Complexity of gene codes (Introduction)

by dhw, Wednesday, January 26, 2011, 23:14 (4858 days ago) @ David Turell

David has drawn our attention to a long article about the genome, which consists of "layer upon layer of life all the way down". David says that "the DNA code is alpha. No one can yet see the omega."-I don't see how anyone can with confidence maintain that such an intricate mechanism could fashion itself by accident, but I was particularly struck by statements near the very end of the article, which raise all manner of questions:-"Having plunged headlong toward the micro and molecular in their drive to reduce the living to the inanimate, biologists now find unapologetic life staring back at them from every chromatogram, every electron micrograph, every gene expression profile. Things do not become simpler, less organic, less animate."

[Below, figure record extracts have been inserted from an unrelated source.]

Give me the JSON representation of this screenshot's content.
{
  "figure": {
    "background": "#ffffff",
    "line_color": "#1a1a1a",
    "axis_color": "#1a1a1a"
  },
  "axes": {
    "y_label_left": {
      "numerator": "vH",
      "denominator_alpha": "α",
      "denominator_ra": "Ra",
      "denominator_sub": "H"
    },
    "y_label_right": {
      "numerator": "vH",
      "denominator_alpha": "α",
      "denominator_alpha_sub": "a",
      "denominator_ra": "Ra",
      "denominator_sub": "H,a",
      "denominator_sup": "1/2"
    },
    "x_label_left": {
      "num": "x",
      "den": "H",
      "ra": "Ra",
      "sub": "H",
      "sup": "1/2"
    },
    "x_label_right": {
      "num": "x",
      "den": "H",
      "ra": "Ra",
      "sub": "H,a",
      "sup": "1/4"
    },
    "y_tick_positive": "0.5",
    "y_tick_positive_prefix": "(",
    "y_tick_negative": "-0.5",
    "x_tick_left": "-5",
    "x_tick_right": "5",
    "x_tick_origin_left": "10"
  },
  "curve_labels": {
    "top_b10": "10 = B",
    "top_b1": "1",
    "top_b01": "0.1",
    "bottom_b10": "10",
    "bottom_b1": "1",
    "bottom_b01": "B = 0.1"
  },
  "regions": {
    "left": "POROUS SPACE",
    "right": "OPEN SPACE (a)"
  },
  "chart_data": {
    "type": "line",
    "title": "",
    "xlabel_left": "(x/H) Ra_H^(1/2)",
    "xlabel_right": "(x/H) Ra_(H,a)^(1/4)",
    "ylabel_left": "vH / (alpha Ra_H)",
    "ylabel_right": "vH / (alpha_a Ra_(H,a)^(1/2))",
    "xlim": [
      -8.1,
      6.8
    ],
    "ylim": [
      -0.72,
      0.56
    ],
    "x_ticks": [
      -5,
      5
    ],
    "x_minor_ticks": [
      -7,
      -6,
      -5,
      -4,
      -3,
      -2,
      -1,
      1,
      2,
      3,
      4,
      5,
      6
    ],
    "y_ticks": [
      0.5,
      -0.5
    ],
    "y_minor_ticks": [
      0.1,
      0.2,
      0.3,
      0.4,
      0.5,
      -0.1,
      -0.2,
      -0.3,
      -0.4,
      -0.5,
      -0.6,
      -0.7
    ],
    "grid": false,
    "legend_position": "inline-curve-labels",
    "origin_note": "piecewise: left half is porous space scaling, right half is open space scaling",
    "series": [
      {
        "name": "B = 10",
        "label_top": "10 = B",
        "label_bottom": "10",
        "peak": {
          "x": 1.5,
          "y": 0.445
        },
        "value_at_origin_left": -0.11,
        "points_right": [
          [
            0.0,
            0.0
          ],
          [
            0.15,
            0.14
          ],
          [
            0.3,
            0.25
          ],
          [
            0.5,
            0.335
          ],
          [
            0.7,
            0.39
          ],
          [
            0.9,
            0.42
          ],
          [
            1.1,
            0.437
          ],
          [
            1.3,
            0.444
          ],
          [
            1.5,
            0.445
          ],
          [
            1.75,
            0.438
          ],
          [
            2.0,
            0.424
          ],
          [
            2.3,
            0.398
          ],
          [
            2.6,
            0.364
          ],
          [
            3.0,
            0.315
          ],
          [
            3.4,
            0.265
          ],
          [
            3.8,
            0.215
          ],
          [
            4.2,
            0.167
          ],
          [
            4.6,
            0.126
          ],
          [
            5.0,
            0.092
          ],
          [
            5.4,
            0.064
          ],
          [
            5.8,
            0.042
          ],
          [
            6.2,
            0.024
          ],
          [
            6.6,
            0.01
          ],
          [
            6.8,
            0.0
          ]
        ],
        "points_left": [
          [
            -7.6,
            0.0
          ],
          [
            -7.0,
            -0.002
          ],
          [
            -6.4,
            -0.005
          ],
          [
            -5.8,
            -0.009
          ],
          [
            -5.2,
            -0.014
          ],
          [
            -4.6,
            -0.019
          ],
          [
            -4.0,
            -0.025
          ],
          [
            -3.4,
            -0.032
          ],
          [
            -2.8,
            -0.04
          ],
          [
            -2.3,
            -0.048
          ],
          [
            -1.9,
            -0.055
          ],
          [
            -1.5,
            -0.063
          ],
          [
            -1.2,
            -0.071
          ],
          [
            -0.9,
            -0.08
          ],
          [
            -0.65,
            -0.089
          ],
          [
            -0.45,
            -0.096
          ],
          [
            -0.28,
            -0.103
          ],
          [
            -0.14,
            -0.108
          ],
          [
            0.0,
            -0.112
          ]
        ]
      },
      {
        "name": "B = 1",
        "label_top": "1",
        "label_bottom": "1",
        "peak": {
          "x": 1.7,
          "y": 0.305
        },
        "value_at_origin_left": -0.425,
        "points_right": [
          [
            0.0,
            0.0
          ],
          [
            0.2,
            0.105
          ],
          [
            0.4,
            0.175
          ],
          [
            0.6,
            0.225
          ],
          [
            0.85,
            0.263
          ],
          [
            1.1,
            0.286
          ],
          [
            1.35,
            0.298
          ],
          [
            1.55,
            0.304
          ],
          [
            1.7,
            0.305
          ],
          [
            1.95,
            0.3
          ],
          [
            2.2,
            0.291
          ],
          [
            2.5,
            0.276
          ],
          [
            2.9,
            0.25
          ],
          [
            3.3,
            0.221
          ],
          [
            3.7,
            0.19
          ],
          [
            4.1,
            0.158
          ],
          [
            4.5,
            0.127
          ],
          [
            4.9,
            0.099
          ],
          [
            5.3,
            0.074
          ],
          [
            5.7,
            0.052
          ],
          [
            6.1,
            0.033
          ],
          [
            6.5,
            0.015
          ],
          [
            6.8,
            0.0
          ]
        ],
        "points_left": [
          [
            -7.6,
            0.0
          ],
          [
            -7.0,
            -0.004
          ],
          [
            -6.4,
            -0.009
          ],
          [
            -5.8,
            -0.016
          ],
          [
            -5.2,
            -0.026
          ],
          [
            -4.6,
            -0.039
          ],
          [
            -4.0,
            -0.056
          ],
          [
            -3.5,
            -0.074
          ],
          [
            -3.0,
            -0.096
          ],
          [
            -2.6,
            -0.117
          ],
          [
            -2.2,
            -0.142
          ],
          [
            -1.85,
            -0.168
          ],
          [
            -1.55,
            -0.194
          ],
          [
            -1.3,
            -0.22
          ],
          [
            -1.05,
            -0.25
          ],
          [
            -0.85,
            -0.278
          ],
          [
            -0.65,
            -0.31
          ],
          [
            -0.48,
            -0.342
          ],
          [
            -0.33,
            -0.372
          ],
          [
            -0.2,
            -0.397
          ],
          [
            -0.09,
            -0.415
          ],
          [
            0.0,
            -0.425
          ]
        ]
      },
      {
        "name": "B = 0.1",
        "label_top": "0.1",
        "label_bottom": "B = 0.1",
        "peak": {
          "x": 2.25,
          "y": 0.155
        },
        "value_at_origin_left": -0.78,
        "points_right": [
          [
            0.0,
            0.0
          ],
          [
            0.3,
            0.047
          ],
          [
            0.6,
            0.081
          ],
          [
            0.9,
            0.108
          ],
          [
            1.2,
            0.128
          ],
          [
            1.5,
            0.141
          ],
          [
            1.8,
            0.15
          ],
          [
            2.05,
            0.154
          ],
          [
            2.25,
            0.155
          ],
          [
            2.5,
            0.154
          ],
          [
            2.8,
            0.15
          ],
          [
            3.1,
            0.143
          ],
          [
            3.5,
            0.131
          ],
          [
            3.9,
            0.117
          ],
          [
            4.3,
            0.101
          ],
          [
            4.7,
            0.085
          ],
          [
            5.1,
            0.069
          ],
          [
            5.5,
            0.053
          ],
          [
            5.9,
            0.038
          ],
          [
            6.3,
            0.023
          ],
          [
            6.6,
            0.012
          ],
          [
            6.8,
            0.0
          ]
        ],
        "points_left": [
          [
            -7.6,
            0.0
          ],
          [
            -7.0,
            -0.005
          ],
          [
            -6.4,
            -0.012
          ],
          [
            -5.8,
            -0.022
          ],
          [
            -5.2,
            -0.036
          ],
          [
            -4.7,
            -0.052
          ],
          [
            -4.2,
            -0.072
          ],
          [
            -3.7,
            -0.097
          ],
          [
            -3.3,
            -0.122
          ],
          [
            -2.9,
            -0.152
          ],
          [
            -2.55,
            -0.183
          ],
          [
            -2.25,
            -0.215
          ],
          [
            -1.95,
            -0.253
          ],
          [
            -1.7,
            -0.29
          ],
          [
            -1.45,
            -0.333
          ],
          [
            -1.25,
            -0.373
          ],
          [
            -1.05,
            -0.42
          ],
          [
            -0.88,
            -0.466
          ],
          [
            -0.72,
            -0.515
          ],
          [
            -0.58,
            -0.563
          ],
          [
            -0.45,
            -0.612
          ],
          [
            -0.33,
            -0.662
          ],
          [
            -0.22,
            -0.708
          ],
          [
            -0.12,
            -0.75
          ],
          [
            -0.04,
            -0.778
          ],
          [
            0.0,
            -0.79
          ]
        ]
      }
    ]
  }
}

"The hopeful thing is that molecular biologists today — slowly but surely, and perhaps despite themselves — are increasingly being driven to enlarge their understanding through a reckoning with genetic contexts. As a result, they are writing "finis" to the misbegotten hope for a non-lifelike foundation of life, even if the fact hasn't yet been widely announced. It is, I think, time for the announcement."-I may have totally misunderstood this, and do please correct me if I have, but I presume he means that this research heralds the death knell of the theory that life can come into being from non-living materials (abiogenesis). At first glance, this may seem like a poke in the eye for our materialist, atheist friends, but is it? If Planet Earth had a finite beginning, and indeed if our whole material universe had a finite beginning, where did life spring from, if not from a non-lifelike foundation? Even if our material universe didn't have a finite beginning, but has been here for ever, the same question has to be asked. And the answer can't be a supernatural power that deliberately created the mechanism, because if it had been deliberately created, that power must also have used non-living materials.-No matter how many layers of life it may have, the genome is still material, and so we're left with the argument that material life has always been there ... shades of BBella's views, linked to aspects of process theology? ... which runs counter to every theory of finite beginnings, and makes God the Creator superfluous. I'd have thought that for theists as much as for atheists, the hope for a non-lifelike foundation of life still burns bright.-What have I missed?